I've killed my world and I've killed my time. Thank you, Kinks, for you articulate better than anyone the feeling of becoming a stranger.

I don't have anything to say I'm just bloggingabloggingablogging.

Sat on the balcony for 45 minutes today straining to spy a helicopter. The day was perfectly clear but you'd be surprised how much concentration it takes to look for a helicopter. I thought maybe I could read my book while I watched, but no, you have to keep scanning, left to right to left to right, so you don't miss it. It's surprising what hijinks your brain decides to get up to when left taskless for 45 minutes. First of all, it turns every sound, and I mean every sound, into the sound of a helicopter. When people opened the door behind me, that was a helicopter, and when they came out and sat on the balcony and chatted away, jabberjabberjabber became chop chop chopchopchopchopchop and their voices were helicopters. The T outbound was a helicopter, and the pelicans mucking about were helicopters, and the helicopter that flew behind me, in the wrong position, which was not the helicopter I was looking for, was absolutely a helicopter.
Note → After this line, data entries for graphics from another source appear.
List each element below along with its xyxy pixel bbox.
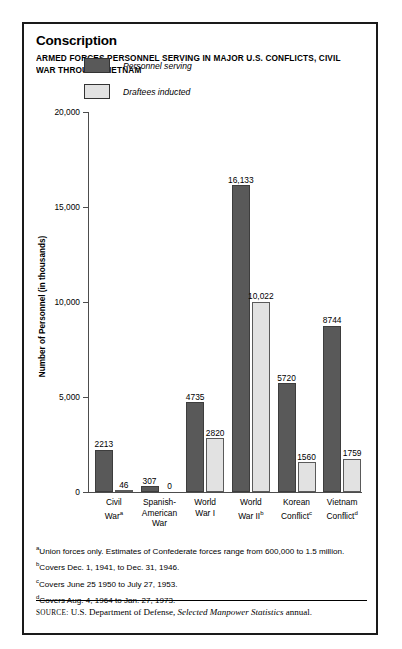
y-axis-tick <box>83 492 88 493</box>
x-axis-category-label: KoreanConflictc <box>281 497 312 521</box>
page-title: Conscription <box>36 33 117 48</box>
x-axis-line <box>88 492 362 493</box>
bar-personnel-serving: 307 <box>141 486 159 492</box>
footnote: bCovers Dec. 1, 1941, to Dec. 31, 1946. <box>36 558 366 574</box>
bar-value-label: 2820 <box>206 428 225 438</box>
bar-value-label: 10,022 <box>248 291 274 301</box>
bar-value-label: 46 <box>119 480 128 490</box>
bar-value-label: 5720 <box>277 373 296 383</box>
source-divider <box>36 600 367 601</box>
y-axis-tick-label: 20,000 <box>54 107 80 117</box>
y-axis-tick-label: 0 <box>75 487 80 497</box>
bar-value-label: 8744 <box>323 315 342 325</box>
bar-personnel-serving: 16,133 <box>232 185 250 492</box>
source-title-italic: Selected Manpower Statistics <box>177 607 283 617</box>
bar-value-label: 1759 <box>343 448 362 458</box>
y-axis-title: Number of Personnel (in thousands) <box>38 236 47 377</box>
y-axis-tick-label: 15,000 <box>54 202 80 212</box>
bar-value-label: 4735 <box>186 392 205 402</box>
y-axis-tick <box>83 397 88 398</box>
y-axis-tick <box>83 207 88 208</box>
x-axis-category-label: WorldWar IIb <box>238 497 263 521</box>
bar-personnel-serving: 4735 <box>186 402 204 492</box>
legend-swatch-draftees-inducted <box>84 84 110 99</box>
bar-draftees-inducted: 10,022 <box>252 302 270 492</box>
source-label: SOURCE: <box>36 609 68 617</box>
bar-draftees-inducted: 46 <box>115 490 133 492</box>
legend-item-draftees-inducted: Draftees inducted <box>84 84 192 99</box>
source-line: SOURCE: U.S. Department of Defense, Sele… <box>36 607 366 617</box>
plot-area: 05,00010,00015,00020,000 Number of Perso… <box>88 112 362 492</box>
bar-value-label: 16,133 <box>228 175 254 185</box>
bar-value-label: 2213 <box>95 439 114 449</box>
legend-label-personnel-serving: Personnel serving <box>123 61 192 71</box>
legend-item-personnel-serving: Personnel serving <box>84 58 192 73</box>
bar-value-label: 0 <box>167 481 172 491</box>
y-axis-tick <box>83 112 88 113</box>
footnote: aUnion forces only. Estimates of Confede… <box>36 542 366 558</box>
source-text-before: U.S. Department of Defense, <box>68 607 177 617</box>
bar-draftees-inducted: 1560 <box>298 462 316 492</box>
bar-draftees-inducted: 2820 <box>206 438 224 492</box>
y-axis-tick-label: 10,000 <box>54 297 80 307</box>
bar-personnel-serving: 5720 <box>278 383 296 492</box>
chart-legend: Personnel serving Draftees inducted <box>84 58 192 110</box>
y-axis-line <box>88 112 89 492</box>
bar-draftees-inducted: 1759 <box>343 459 361 492</box>
legend-swatch-personnel-serving <box>84 58 110 73</box>
footnote: cCovers June 25 1950 to July 27, 1953. <box>36 575 366 591</box>
footnote-list: aUnion forces only. Estimates of Confede… <box>36 542 366 607</box>
source-text-after: annual. <box>283 607 312 617</box>
y-axis-tick-label: 5,000 <box>59 392 80 402</box>
x-axis-category-label: Spanish-AmericanWar <box>142 497 177 529</box>
bar-personnel-serving: 8744 <box>323 326 341 492</box>
footnote: dCovers Aug. 4, 1964 to Jan. 27, 1973. <box>36 591 366 607</box>
y-axis-tick <box>83 302 88 303</box>
x-axis-category-label: CivilWara <box>105 497 123 521</box>
bar-personnel-serving: 2213 <box>95 450 113 492</box>
bar-value-label: 1560 <box>297 452 316 462</box>
bar-value-label: 307 <box>143 476 157 486</box>
chart-figure: Conscription ARMED FORCES PERSONNEL SERV… <box>22 22 378 635</box>
x-axis-category-label: VietnamConflictd <box>327 497 358 521</box>
x-axis-category-label: WorldWar I <box>194 497 216 518</box>
legend-label-draftees-inducted: Draftees inducted <box>123 87 190 97</box>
But my brain can wander in two directions at once so while it was busying itself dressing up the sounds of the city in helicopter clothes it was also just leaning on the generate random memory button. Remember when Ross called you on that payphone at school yes I do. Remember when you were driving along Grizzly Peak and you heard At the Bottom of Everything for the first time yes I do. Incidentally remember all the lyrics to At the Bottom of Everything yes I apparently do. Want to sing them right now under your breath on the balcony yes I do. Don't forget about the time you thought your parents forgot about your eighteenth birthday and then they surprised you and it made you cry, don't you forget that. Don't forget that the name of the kid that broke your arm in fifth grade was Brandon Fein. Go ahead and forget which of the Tamayo brothers you had a crush on, but remember that it was either James or Justin but definitely not Jeremy. Remember that they served shrimp at the department Christmas party last year and that the first time you hung out with Aya was at Cafe Claude. Remember that you went to England in the winter of 1995 and that someone surprised you with the plane ticket in an envelope at the bottom of the driveway on a warm day and that you yelled out. Remember Bear. Remember when you found out that Morgan Wagner is the one who makes all the Christmas candy and not Susan. Remember Simon March. Remember Sick Boy. Remember auditioning for county honor jazz band and feeling pretty good about yourself. Remember that your audition number was five. Remember remember the fifth of November the gunpowder treason and plot. Remember, that is to say never forget, that when you were standing by the fridge as a youngster and your brother was taller than you due to his age, not just his genes, he told you to remember the number nine, and remember that it was this fact that surfaced as you read the last words of Cat's Cradle.

Number nine, number nine, number nine.